Retype only what runs from the line with "Image resolution: width=532" through the end of the entries, exactly and in full, but omit any picture you find.
******************************
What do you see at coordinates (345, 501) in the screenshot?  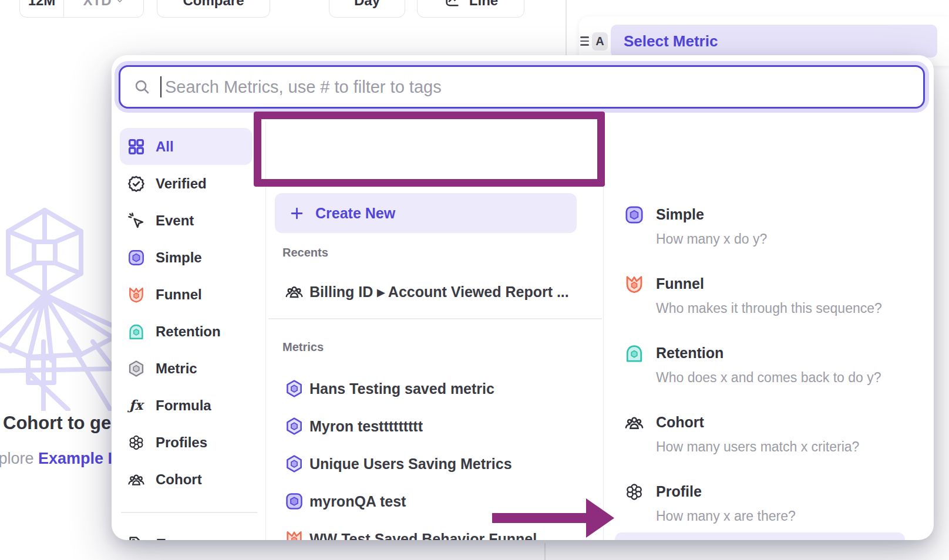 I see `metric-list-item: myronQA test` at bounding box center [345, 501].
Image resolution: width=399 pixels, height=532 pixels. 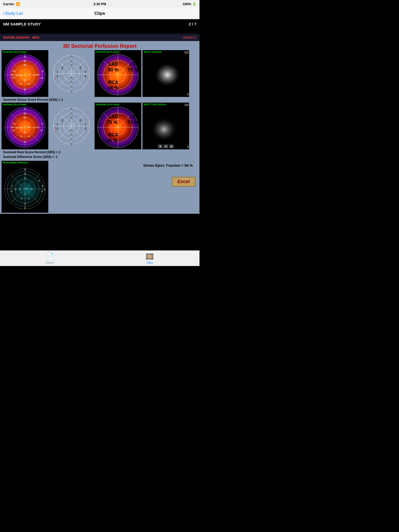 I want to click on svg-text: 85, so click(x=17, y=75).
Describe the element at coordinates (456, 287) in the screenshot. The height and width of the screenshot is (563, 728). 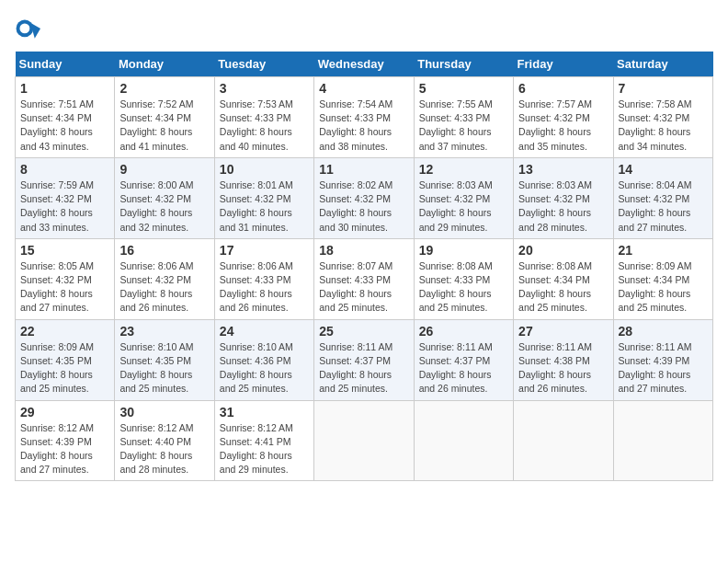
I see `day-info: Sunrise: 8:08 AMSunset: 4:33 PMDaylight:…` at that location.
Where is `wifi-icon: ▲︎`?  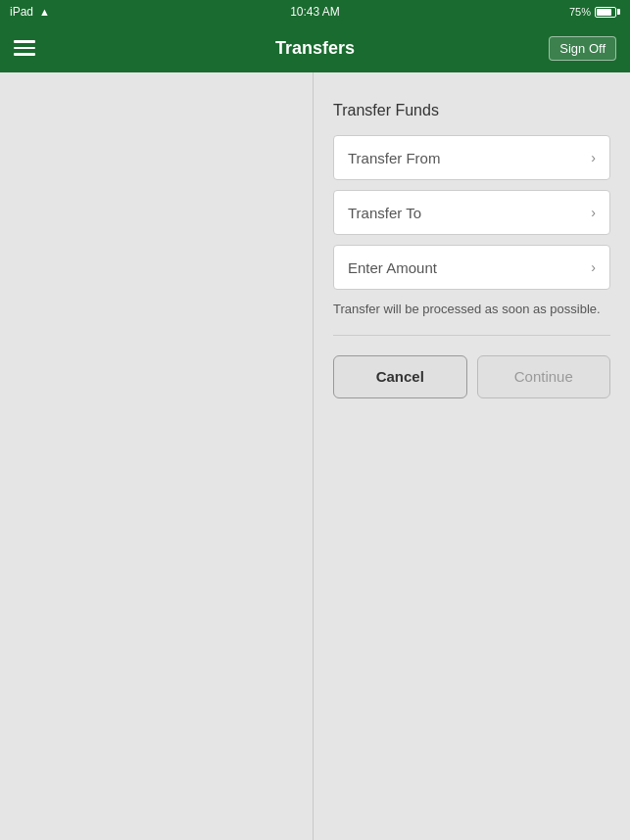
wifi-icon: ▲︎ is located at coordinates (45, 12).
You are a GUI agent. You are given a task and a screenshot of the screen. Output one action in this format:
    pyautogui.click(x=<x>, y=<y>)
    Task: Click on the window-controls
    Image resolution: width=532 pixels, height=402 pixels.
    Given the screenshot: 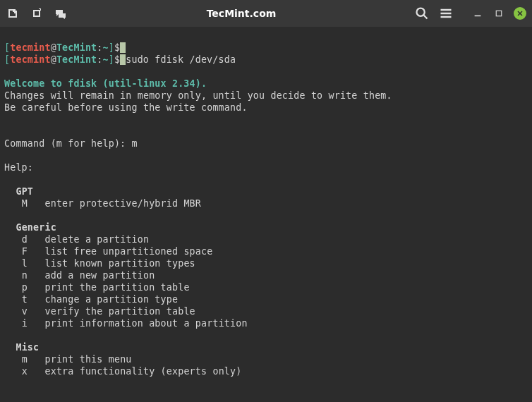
******************************
_TASK SOLUTION_.
    Image resolution: width=532 pixels, height=402 pixels.
    Given the screenshot: 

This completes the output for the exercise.